Was the humiliation deliberate? Now that it is all past, I see that there is no way to know. But it remains very hard to ascribe its behavior to ignorance.

After all, it is not blind. It has eyes, recognisable eyes. They are enough like our eyes that it must see somewhat as we do. It has a mouth, four legs, can move bipedally, has grasping hands, etc.; for all its gigantism and strange looks, it seems less fundamentally different from us, physically, than a fish. And yet, fish school and dance and, in their own stupid way, communicate!

The alien has never once attempted to talk with me. It has been with me, watched me, touched me, handled me, for days: but all its motions have been purposeful, not communicative. It is evidently a solitary creature, totally self-absorbed.

This would go far to explain its cruelty.

I noticed early that from time to time it would move its curious horizontal mouth in a series of fairly delicate, repetitive gestures, a little like someone eating. At first I thought it was jeering at me; then I wondered if it was trying to urge me to eat the indigestible fodder; then I wondered if it could be communicating labially. It seemed a limited and unhandy language for one so well provided with hands, feet, limbs, flexible spine, and all; but that would be like the creature’s perversity, I thought. I studied its lip motions and tried hard to imitate them. It did not respond. It stared at me briefly and then went away.

In fact, the only indubitable response I ever got from it was on a pitifully low level of interpersonal aesthetics. It was tormenting me with knob-pushing, as it did once a day. I had endured this grotesque routine pretty patiently for the first several days. If I pushed one knob I got a nasty sensation in my feet, if I pushed a second I got a nasty pellet of dried-up food, if I pushed a third I got nothing whatever. Obviously, to demonstrate my intelligence I was to push the third knob. But it appeared that my intelligence irritated my captor, because it removed the neutral knob after the second day. I could not imagine what it was trying to establish or accomplish, except the fact that I was its prisoner and a great deal smaller than it. When I tried to leave the knobs, it forced me physically to return. I must sit there pushing knobs for it, receiving punishment from one and mockery from the other. The deliberate outrageousness of the situation, the insufferable heaviness and thickness of this air, the feeling of being forever watched yet never understood, all combined to drive me into a condition for which we have no description at all. The nearest thing I can suggest is the last interlude of the Ten Gate Dream, when all the feint-ways are closed and the dance narrows in and in until it bursts terribly into the vertical. I cannot say what I felt, but it was a little like that.
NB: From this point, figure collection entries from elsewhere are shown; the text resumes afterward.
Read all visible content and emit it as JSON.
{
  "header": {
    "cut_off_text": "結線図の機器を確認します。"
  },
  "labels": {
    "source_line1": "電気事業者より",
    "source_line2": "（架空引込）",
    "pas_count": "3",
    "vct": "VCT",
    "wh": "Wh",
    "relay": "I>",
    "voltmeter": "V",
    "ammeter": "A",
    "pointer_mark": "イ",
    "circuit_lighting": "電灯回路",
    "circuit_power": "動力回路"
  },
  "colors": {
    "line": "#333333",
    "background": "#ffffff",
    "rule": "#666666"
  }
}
If I got my feet stung once more, or got pelted once more with a lump of rotten food, I would go vertical forever… I took the knobs off the wall (they came off with a sharp tug, like flower buds), laid them in the middle of the floor, and defecated on them.

The alien took me up at once and returned me to my prison. It had got the message, and had acted on it. But how unbelievably primitive the message had had to be! And the next day, it put me back in the knob room, and there were the knobs as good as new, and I was to choose alternate punishments for its amusement… Until then I had told myself that the creature was alien, therefore incomprehensible and uncomprehending, perhaps not intelligent in the same manner as we, and so on. But since then I have known that, though all that may remain true, it is also unmistakably and grossly cruel.
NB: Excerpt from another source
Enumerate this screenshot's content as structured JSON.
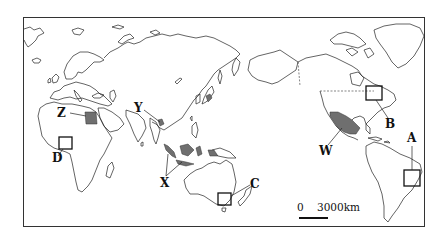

When it put me into the baby maze yesterday, I could not move. The power of speech was all but gone (I am dancing this, of course, in my mind; “the best maze is the mind,” the old proverb goes) and I simply crouched there, silent. After a while it took me out again, gently enough. There is the ultimate perversity of its behavior: it has never once touched me cruelly.

It set me down in the prison, locked the gate, and filled up the trough with inedible food. Then it stood two-legged, looking at me for a while.

Its face is very mobile, but if it speaks with its face I cannot understand it, that is too foreign a language. And its body is always covered with bulky, binding mats, like an old widower who has taken the Vow of Silence. But I had become accustomed to its great size, and to the angular character of its limb positions, which at first had seemed to be saying a steady stream of incoherent and mispronounced phrases, a horrible nonsense dance like the motions of an imbecile, until I realised that they were strictly purposive movements. Now I saw something a little beyond that, in its position. There were no words, yet there was communication. I saw, as it stood watching me, a clear signification of angry sadness—as clear as the Sembrian Stance. There was the same lax immobility, the bentness, the assertion of defeat. Never a word came clear, and yet it told me that it was filled with resentment,pity, impatience, and frustration. It told me it was sick of torturing me, and wanted me to help it. I am sure I understood it. I tried to answer. I tried to say, “What is it you want of me? Only tell me what it is you want.” But I was too weak to speak clearly, and it did not understand. It has never understood.

And now I have to die. No doubt it will come in to watch me die; but it will not understand the dance I dance in dying.

The Pathways of Desire

Tamara had thought he was off taping, but he was in his hut, lying on the cot, looking thin and cold. “Sorry, Ram! I’m after those photographs of the kids.”

“That box.” His gesture pointing out which box was so uncharacteristically languid that she asked, guardedly, “You all right?”

“Could be better.” From him, the admission was a catalogue of misery; but still she did not drop her guard. She waited; and he said, “Diarrhoea.”

“You should have said something.”

“Humiliation.”

Bob was wrong, then. He did have a sense of humor.

“I’ll ask Kara,” she said. “They must have something for the trots.”

“Anything but hot dogs and milkshakes,” Ramchandra said, and she laughed, for the description was apt; the staple foods of the Ndif were boneless poro meat and the mushy sweet fruit of the lamaba tree.

“Keep drinking plenty. I’ll refill that. Lomox doesn’t help?”

“Nothing left for it to work on.” He looked up at her; his eyes were large, black, and clear. “I wish that I throve here,” he said, “like Bob.”

That took her off guard. Rebuff and aloofness she expected, trust and candor she did not. She was unready, and her response inadequate. “Oh, he’s happy here.”

“Are you?”

“I hate it.” She dangled the crude clay water jug, and sought exactness. “Not really. It’s beautiful. But I… get impatient.”

“Nothing to chew,” Ramchandra said bitterly.

She laughed again, and went to fill his water jug at the spring a few meters away. The brightness of the sunshine, the perfumes of the air, the gorgeous colors of the lamaba trees, purple trunks, blue and green leaves, red and yellow fruits, all were delightful; the little spring welled up holy and innocent in its bed of clean brown sand. But she returned with gratitude to the hut containing one sullen linguist with diarrhoea. “Take it easy, Ram,” she said, “and I’ll try and get something useful out of Kara and the others.”